Federal Judge Upholds Colorado DNC List Law

A federal judge in Denver Wednesday rejected a last-ditch effort by a coalition of telemarketers to stop Colorado’s telemarketing do-not-call list from going into effect on Monday.

U.S. District Judge Robert Blackburn said the law did not trample on the plaintiff’s First Amendment rights. At the same time he said the measure assures Colorado residents placing their names on the list that they will not receive annoying and unwanted telemarketing calls.

Jeffrey Burke, president of a Denver mortgage lending company, Lending Team Concepts, the coalition’s leader, indicated that the group plans to challenge the judge’s ruling before the U.S. 9th Circuit Court of Appeals.

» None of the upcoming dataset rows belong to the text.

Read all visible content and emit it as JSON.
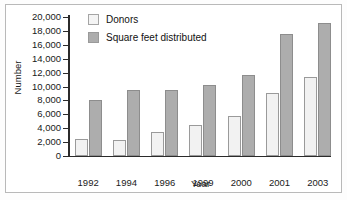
{
  "chart_data": {
    "type": "bar",
    "title": "",
    "xlabel": "Year",
    "ylabel": "Number",
    "categories": [
      "1992",
      "1994",
      "1996",
      "1999",
      "2000",
      "2001",
      "2003"
    ],
    "series": [
      {
        "name": "Donors",
        "color": "#f2f2f2",
        "values": [
          2400,
          2300,
          3400,
          4400,
          5700,
          9100,
          11400
        ]
      },
      {
        "name": "Square feet distributed",
        "color": "#adadad",
        "values": [
          8000,
          9500,
          9450,
          10200,
          11700,
          17500,
          19100
        ]
      }
    ],
    "ylim": [
      0,
      20000
    ],
    "ytick_labels": [
      "20,000",
      "18,000",
      "16,000",
      "14,000",
      "12,000",
      "10,000",
      "8,000",
      "6,000",
      "4,000",
      "2,000",
      "0"
    ],
    "ytick_values": [
      20000,
      18000,
      16000,
      14000,
      12000,
      10000,
      8000,
      6000,
      4000,
      2000,
      0
    ],
    "grid": false,
    "legend_position": "top-left"
  },
  "legend": {
    "items": [
      {
        "label": "Donors"
      },
      {
        "label": "Square feet distributed"
      }
    ]
  },
  "axes": {
    "y_title": "Number",
    "x_title": "Year"
  }
}
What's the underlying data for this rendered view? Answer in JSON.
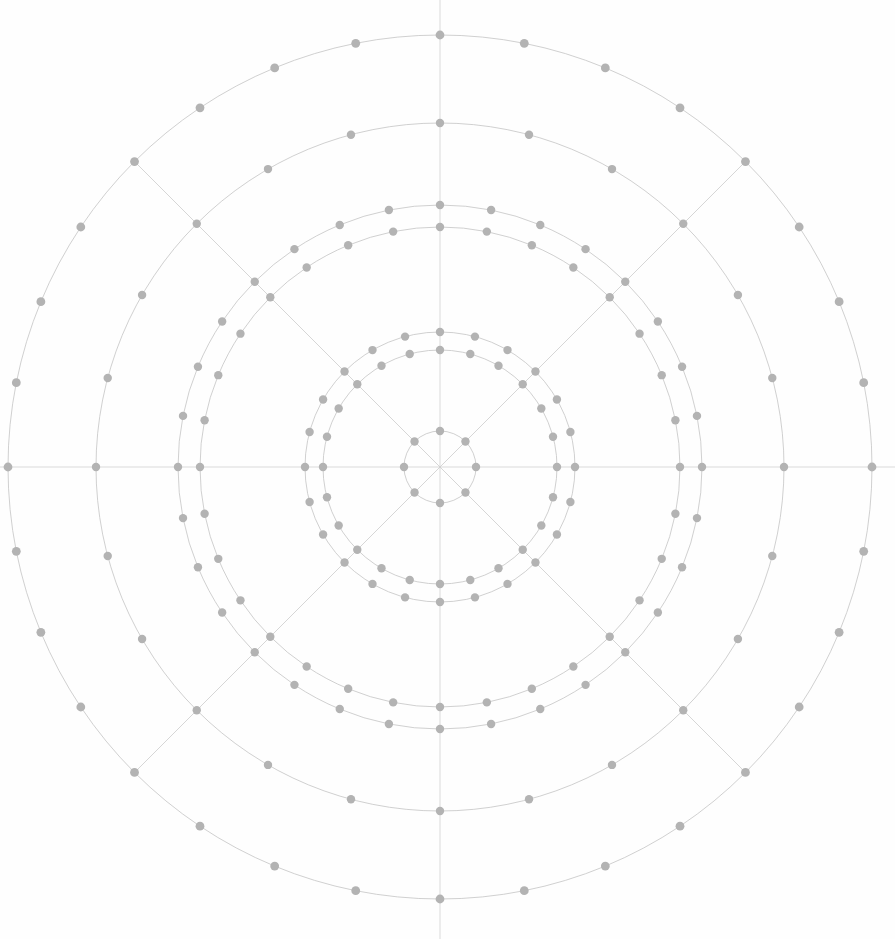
{
  "figure": {
    "type": "polar-grid-diagram",
    "width": 895,
    "height": 939,
    "background_color": "#fefefe"
  },
  "colors": {
    "background": "#fefefe",
    "ring_stroke": "#c4c4c4",
    "spoke_stroke": "#cccccc",
    "axis_stroke": "#d2d2d2",
    "dot_fill": "#b3b3b3"
  },
  "chart_data": {
    "type": "scatter",
    "subtitle": "",
    "xlabel": "",
    "ylabel": "",
    "coordinate_system": "polar",
    "grid": true,
    "legend": "none",
    "center": {
      "x": 440,
      "y": 467
    },
    "xlim": [
      -440,
      455
    ],
    "ylim": [
      -467,
      472
    ],
    "axis_lines": {
      "horizontal": {
        "y": 467,
        "x_start": 0,
        "x_end": 895
      },
      "vertical": {
        "x": 440,
        "y_start": 0,
        "y_end": 939
      }
    },
    "spoke_angles_deg": [
      0,
      45,
      90,
      135,
      180,
      225,
      270,
      315
    ],
    "spoke_count": 8,
    "spoke_max_radius": 432,
    "ring_count": 7,
    "rings": [
      {
        "index": 0,
        "name": "ring-inner-core",
        "radius": 36,
        "dot_count": 8,
        "angle_step_deg": 45,
        "angle_offset_deg": 0,
        "dot_radius": 4.2,
        "stroke_width": 0.8
      },
      {
        "index": 1,
        "name": "ring-second-inner",
        "radius": 117,
        "dot_count": 24,
        "angle_step_deg": 15,
        "angle_offset_deg": 0,
        "dot_radius": 4.2,
        "stroke_width": 0.8
      },
      {
        "index": 2,
        "name": "ring-second-outer",
        "radius": 135,
        "dot_count": 24,
        "angle_step_deg": 15,
        "angle_offset_deg": 0,
        "dot_radius": 4.2,
        "stroke_width": 0.8
      },
      {
        "index": 3,
        "name": "ring-third-inner",
        "radius": 240,
        "dot_count": 32,
        "angle_step_deg": 11.25,
        "angle_offset_deg": 0,
        "dot_radius": 4.2,
        "stroke_width": 0.8
      },
      {
        "index": 4,
        "name": "ring-third-outer",
        "radius": 262,
        "dot_count": 32,
        "angle_step_deg": 11.25,
        "angle_offset_deg": 0,
        "dot_radius": 4.2,
        "stroke_width": 0.8
      },
      {
        "index": 5,
        "name": "ring-fourth",
        "radius": 344,
        "dot_count": 24,
        "angle_step_deg": 15,
        "angle_offset_deg": 0,
        "dot_radius": 4.2,
        "stroke_width": 0.8
      },
      {
        "index": 6,
        "name": "ring-outermost",
        "radius": 432,
        "dot_count": 32,
        "angle_step_deg": 11.25,
        "angle_offset_deg": 0,
        "dot_radius": 4.4,
        "stroke_width": 0.8
      }
    ],
    "radii_values": [
      36,
      117,
      135,
      240,
      262,
      344,
      432
    ],
    "total_dots": 176
  }
}
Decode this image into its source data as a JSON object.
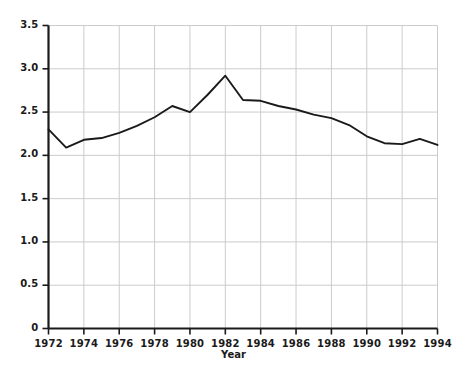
{
  "chart_data": {
    "type": "line",
    "title": "",
    "subtitle": "",
    "xlabel": "Year",
    "ylabel": "",
    "x": [
      1972,
      1973,
      1974,
      1975,
      1976,
      1977,
      1978,
      1979,
      1980,
      1981,
      1982,
      1983,
      1984,
      1985,
      1986,
      1987,
      1988,
      1989,
      1990,
      1991,
      1992,
      1993,
      1994
    ],
    "values": [
      2.3,
      2.09,
      2.18,
      2.2,
      2.26,
      2.34,
      2.44,
      2.57,
      2.5,
      2.7,
      2.92,
      2.64,
      2.63,
      2.57,
      2.53,
      2.47,
      2.43,
      2.35,
      2.22,
      2.14,
      2.13,
      2.19,
      2.12
    ],
    "series": [
      {
        "name": "value",
        "color": "#1a1a1a",
        "values": [
          2.3,
          2.09,
          2.18,
          2.2,
          2.26,
          2.34,
          2.44,
          2.57,
          2.5,
          2.7,
          2.92,
          2.64,
          2.63,
          2.57,
          2.53,
          2.47,
          2.43,
          2.35,
          2.22,
          2.14,
          2.13,
          2.19,
          2.12
        ]
      }
    ],
    "xlim": [
      1972,
      1994
    ],
    "ylim": [
      0,
      3.5
    ],
    "xticks": [
      1972,
      1974,
      1976,
      1978,
      1980,
      1982,
      1984,
      1986,
      1988,
      1990,
      1992,
      1994
    ],
    "xtick_labels": [
      "1972",
      "1974",
      "1976",
      "1978",
      "1980",
      "1982",
      "1984",
      "1986",
      "1988",
      "1990",
      "1992",
      "1994"
    ],
    "yticks": [
      0,
      0.5,
      1.0,
      1.5,
      2.0,
      2.5,
      3.0,
      3.5
    ],
    "ytick_labels": [
      "0",
      "0.5",
      "1.0",
      "1.5",
      "2.0",
      "2.5",
      "3.0",
      "3.5"
    ],
    "grid": true,
    "grid_color": "#cccccc",
    "axis_color": "#1a1a1a",
    "background": "#ffffff",
    "legend": null,
    "legend_position": "none",
    "annotations": []
  }
}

Members of the coalition, known as Colorado Citizens For Free Speech, include a number of telemarketing firms in the state as well as Metro News Service, the telemarketer used by the Denver Newspaper Agency seeking new subscribers for both the Denver Post and the Rocky Mountain News.

Sean Gallagher, the coalition’s lawyer, argued that the law not only violated its collective right to free speech, but was riddled with loopholes an exemptions for politicians, pollsters, fundraisers, charities and “a handful of privileged large corporations.”

Attorney General Ken Salazar defended the law as a “common-sense solution” for Colorado residents “who feel strongly about protecting the privacy of their homes.”

Noting that nearly 750,000 residents have asked to have their name placed on the do-not-call list, Salazar said the law was designed to protect senior citizens from being exploited by unscrupulous telemarketers and scam artists.

A little more than a year ago, on June 6, 2001, Gov. Bill Owens signed House Bill 01-1405 into law. The legislation authorized the state’s Public Utilities Commission to develop and maintain the do-not-call list program for the state and selling copies of the list to telemarketers at fees of between $100 and $500, depending on how many employees they have.

Telemarketers violating the law could be fined up to $2,000 per incident.